=== Your assignment ===
Please write out each entry below exactly as it appears.

=== Input data ===
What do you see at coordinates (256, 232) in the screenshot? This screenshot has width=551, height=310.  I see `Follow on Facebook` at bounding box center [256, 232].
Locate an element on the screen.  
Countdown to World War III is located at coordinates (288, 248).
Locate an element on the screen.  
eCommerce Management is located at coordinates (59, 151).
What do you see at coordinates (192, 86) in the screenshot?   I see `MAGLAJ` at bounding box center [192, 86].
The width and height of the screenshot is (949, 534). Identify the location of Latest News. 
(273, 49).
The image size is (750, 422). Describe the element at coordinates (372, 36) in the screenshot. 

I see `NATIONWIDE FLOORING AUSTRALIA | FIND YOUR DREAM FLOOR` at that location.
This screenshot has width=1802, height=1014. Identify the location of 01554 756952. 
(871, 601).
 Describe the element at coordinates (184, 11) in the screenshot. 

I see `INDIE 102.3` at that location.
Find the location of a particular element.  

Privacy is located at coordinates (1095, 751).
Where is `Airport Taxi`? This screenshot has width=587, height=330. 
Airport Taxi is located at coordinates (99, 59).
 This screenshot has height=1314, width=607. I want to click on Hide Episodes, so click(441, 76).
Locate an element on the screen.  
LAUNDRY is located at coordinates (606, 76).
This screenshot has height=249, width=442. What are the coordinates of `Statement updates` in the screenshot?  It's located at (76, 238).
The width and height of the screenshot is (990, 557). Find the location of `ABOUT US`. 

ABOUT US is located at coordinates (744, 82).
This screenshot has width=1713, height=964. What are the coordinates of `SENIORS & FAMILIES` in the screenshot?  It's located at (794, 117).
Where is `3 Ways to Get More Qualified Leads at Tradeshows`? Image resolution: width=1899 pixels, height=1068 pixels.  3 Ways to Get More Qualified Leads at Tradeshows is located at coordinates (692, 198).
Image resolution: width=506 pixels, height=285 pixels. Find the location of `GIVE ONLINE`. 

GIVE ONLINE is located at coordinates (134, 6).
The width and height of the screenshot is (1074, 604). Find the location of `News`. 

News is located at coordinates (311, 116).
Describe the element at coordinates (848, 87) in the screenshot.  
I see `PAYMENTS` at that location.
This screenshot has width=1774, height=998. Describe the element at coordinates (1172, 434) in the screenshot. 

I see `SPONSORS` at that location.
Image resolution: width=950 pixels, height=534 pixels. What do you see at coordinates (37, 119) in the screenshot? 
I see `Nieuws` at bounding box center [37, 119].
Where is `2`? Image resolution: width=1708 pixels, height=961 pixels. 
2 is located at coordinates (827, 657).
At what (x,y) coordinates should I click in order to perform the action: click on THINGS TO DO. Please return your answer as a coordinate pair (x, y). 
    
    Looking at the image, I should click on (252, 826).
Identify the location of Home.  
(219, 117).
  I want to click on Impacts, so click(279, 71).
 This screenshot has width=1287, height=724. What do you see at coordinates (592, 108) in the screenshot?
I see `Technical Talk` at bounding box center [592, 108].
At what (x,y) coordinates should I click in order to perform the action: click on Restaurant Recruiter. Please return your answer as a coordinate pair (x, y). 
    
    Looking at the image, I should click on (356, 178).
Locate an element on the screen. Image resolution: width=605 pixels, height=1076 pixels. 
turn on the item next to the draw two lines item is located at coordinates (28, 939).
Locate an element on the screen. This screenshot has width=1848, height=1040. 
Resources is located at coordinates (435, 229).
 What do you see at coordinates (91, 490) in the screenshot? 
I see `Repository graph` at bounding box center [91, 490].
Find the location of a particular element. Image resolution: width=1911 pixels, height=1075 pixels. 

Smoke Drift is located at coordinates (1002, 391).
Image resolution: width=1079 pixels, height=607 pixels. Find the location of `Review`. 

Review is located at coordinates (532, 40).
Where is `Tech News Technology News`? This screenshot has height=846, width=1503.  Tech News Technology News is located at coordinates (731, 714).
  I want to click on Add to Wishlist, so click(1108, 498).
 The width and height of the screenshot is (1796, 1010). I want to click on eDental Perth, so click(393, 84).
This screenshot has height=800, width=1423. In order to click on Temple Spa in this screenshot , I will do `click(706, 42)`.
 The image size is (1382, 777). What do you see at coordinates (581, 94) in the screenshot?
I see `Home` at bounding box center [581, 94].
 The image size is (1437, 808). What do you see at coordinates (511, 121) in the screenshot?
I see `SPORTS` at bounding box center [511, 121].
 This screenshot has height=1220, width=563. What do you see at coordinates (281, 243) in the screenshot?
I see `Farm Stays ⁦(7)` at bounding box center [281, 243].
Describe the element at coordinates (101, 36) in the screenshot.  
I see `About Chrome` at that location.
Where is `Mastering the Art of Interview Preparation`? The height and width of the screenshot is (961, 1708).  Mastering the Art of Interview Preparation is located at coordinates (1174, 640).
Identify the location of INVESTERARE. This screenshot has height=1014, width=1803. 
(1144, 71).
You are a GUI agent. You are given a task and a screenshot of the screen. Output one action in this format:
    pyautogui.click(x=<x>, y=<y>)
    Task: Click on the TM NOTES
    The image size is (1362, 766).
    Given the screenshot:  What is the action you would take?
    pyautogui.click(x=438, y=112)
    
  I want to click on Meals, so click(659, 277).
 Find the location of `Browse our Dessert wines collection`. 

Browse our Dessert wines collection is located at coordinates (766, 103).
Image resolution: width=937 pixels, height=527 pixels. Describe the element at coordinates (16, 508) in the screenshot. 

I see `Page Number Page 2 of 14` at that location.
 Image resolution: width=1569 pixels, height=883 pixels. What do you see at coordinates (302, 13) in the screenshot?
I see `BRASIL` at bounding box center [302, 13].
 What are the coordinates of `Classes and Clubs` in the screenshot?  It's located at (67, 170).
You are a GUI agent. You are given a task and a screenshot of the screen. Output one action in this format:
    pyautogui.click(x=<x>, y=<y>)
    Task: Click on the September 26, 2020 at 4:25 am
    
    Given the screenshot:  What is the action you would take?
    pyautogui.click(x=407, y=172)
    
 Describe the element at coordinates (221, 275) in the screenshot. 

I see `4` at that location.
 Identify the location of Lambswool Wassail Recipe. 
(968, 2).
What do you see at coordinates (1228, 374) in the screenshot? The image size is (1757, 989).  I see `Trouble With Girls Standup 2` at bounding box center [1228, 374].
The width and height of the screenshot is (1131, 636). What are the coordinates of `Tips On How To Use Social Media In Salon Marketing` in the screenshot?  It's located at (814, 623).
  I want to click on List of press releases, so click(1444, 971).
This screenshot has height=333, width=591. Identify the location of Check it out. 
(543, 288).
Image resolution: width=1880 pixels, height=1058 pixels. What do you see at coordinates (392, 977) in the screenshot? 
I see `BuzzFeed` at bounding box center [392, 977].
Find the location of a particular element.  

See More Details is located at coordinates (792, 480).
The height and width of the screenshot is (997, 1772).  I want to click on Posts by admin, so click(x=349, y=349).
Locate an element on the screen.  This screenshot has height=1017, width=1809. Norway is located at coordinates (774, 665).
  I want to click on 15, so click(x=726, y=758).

=== Task result ===
What do you see at coordinates (256, 232) in the screenshot? This screenshot has width=551, height=310.  I see `Follow on Facebook` at bounding box center [256, 232].
Locate an element on the screen.  
Countdown to World War III is located at coordinates (288, 248).
Locate an element on the screen.  
eCommerce Management is located at coordinates (59, 151).
What do you see at coordinates (192, 86) in the screenshot?   I see `MAGLAJ` at bounding box center [192, 86].
The width and height of the screenshot is (949, 534). Identify the location of Latest News. 
(273, 49).
The image size is (750, 422). Describe the element at coordinates (372, 36) in the screenshot. 

I see `NATIONWIDE FLOORING AUSTRALIA | FIND YOUR DREAM FLOOR` at that location.
This screenshot has width=1802, height=1014. Identify the location of 01554 756952. 
(871, 601).
 Describe the element at coordinates (184, 11) in the screenshot. 

I see `INDIE 102.3` at that location.
Find the location of a particular element.  

Privacy is located at coordinates (1095, 751).
Where is `Airport Taxi`? This screenshot has width=587, height=330. 
Airport Taxi is located at coordinates (99, 59).
 This screenshot has height=1314, width=607. I want to click on Hide Episodes, so click(441, 76).
Locate an element on the screen.  
LAUNDRY is located at coordinates (606, 76).
This screenshot has height=249, width=442. What are the coordinates of `Statement updates` in the screenshot?  It's located at (76, 238).
The width and height of the screenshot is (990, 557). Find the location of `ABOUT US`. 

ABOUT US is located at coordinates (744, 82).
This screenshot has width=1713, height=964. What are the coordinates of `SENIORS & FAMILIES` in the screenshot?  It's located at (794, 117).
Where is `3 Ways to Get More Qualified Leads at Tradeshows`? Image resolution: width=1899 pixels, height=1068 pixels.  3 Ways to Get More Qualified Leads at Tradeshows is located at coordinates (692, 198).
Image resolution: width=506 pixels, height=285 pixels. Find the location of `GIVE ONLINE`. 

GIVE ONLINE is located at coordinates (134, 6).
The width and height of the screenshot is (1074, 604). Find the location of `News`. 

News is located at coordinates (311, 116).
Describe the element at coordinates (848, 87) in the screenshot.  
I see `PAYMENTS` at that location.
This screenshot has width=1774, height=998. Describe the element at coordinates (1172, 434) in the screenshot. 

I see `SPONSORS` at that location.
Image resolution: width=950 pixels, height=534 pixels. What do you see at coordinates (37, 119) in the screenshot? 
I see `Nieuws` at bounding box center [37, 119].
Where is `2`? Image resolution: width=1708 pixels, height=961 pixels. 
2 is located at coordinates (827, 657).
At what (x,y) coordinates should I click in order to perform the action: click on THINGS TO DO. Please return your answer as a coordinate pair (x, y). 
    
    Looking at the image, I should click on (252, 826).
Identify the location of Home.  
(219, 117).
  I want to click on Impacts, so click(279, 71).
 This screenshot has width=1287, height=724. What do you see at coordinates (592, 108) in the screenshot?
I see `Technical Talk` at bounding box center [592, 108].
At what (x,y) coordinates should I click in order to perform the action: click on Restaurant Recruiter. Please return your answer as a coordinate pair (x, y). 
    
    Looking at the image, I should click on (356, 178).
Locate an element on the screen. Image resolution: width=605 pixels, height=1076 pixels. 
turn on the item next to the draw two lines item is located at coordinates (28, 939).
Locate an element on the screen. This screenshot has width=1848, height=1040. 
Resources is located at coordinates (435, 229).
 What do you see at coordinates (91, 490) in the screenshot? 
I see `Repository graph` at bounding box center [91, 490].
Find the location of a particular element. Image resolution: width=1911 pixels, height=1075 pixels. 

Smoke Drift is located at coordinates (1002, 391).
Image resolution: width=1079 pixels, height=607 pixels. Find the location of `Review`. 

Review is located at coordinates (532, 40).
Where is `Tech News Technology News`? This screenshot has height=846, width=1503.  Tech News Technology News is located at coordinates (731, 714).
  I want to click on Add to Wishlist, so click(1108, 498).
 The width and height of the screenshot is (1796, 1010). I want to click on eDental Perth, so click(393, 84).
This screenshot has height=800, width=1423. In order to click on Temple Spa in this screenshot , I will do `click(706, 42)`.
 The image size is (1382, 777). What do you see at coordinates (581, 94) in the screenshot?
I see `Home` at bounding box center [581, 94].
 The image size is (1437, 808). What do you see at coordinates (511, 121) in the screenshot?
I see `SPORTS` at bounding box center [511, 121].
 This screenshot has height=1220, width=563. What do you see at coordinates (281, 243) in the screenshot?
I see `Farm Stays ⁦(7)` at bounding box center [281, 243].
Describe the element at coordinates (101, 36) in the screenshot.  
I see `About Chrome` at that location.
Where is `Mastering the Art of Interview Preparation`? The height and width of the screenshot is (961, 1708).  Mastering the Art of Interview Preparation is located at coordinates (1174, 640).
Identify the location of INVESTERARE. This screenshot has height=1014, width=1803. 
(1144, 71).
You are a GUI agent. You are given a task and a screenshot of the screen. Output one action in this format:
    pyautogui.click(x=<x>, y=<y>)
    Task: Click on the TM NOTES
    The image size is (1362, 766).
    Given the screenshot:  What is the action you would take?
    pyautogui.click(x=438, y=112)
    
  I want to click on Meals, so click(659, 277).
 Find the location of `Browse our Dessert wines collection`. 

Browse our Dessert wines collection is located at coordinates (766, 103).
Image resolution: width=937 pixels, height=527 pixels. Describe the element at coordinates (16, 508) in the screenshot. 

I see `Page Number Page 2 of 14` at that location.
 Image resolution: width=1569 pixels, height=883 pixels. What do you see at coordinates (302, 13) in the screenshot?
I see `BRASIL` at bounding box center [302, 13].
 What are the coordinates of `Classes and Clubs` in the screenshot?  It's located at (67, 170).
You are a GUI agent. You are given a task and a screenshot of the screen. Output one action in this format:
    pyautogui.click(x=<x>, y=<y>)
    Task: Click on the September 26, 2020 at 4:25 am
    
    Given the screenshot:  What is the action you would take?
    pyautogui.click(x=407, y=172)
    
 Describe the element at coordinates (221, 275) in the screenshot. 

I see `4` at that location.
 Identify the location of Lambswool Wassail Recipe. 
(968, 2).
What do you see at coordinates (1228, 374) in the screenshot? The image size is (1757, 989).  I see `Trouble With Girls Standup 2` at bounding box center [1228, 374].
The width and height of the screenshot is (1131, 636). What are the coordinates of `Tips On How To Use Social Media In Salon Marketing` in the screenshot?  It's located at (814, 623).
  I want to click on List of press releases, so click(1444, 971).
This screenshot has height=333, width=591. Identify the location of Check it out. 
(543, 288).
Image resolution: width=1880 pixels, height=1058 pixels. What do you see at coordinates (392, 977) in the screenshot? 
I see `BuzzFeed` at bounding box center [392, 977].
Find the location of a particular element.  

See More Details is located at coordinates (792, 480).
The height and width of the screenshot is (997, 1772).  I want to click on Posts by admin, so click(x=349, y=349).
Locate an element on the screen.  This screenshot has height=1017, width=1809. Norway is located at coordinates (774, 665).
  I want to click on 15, so click(x=726, y=758).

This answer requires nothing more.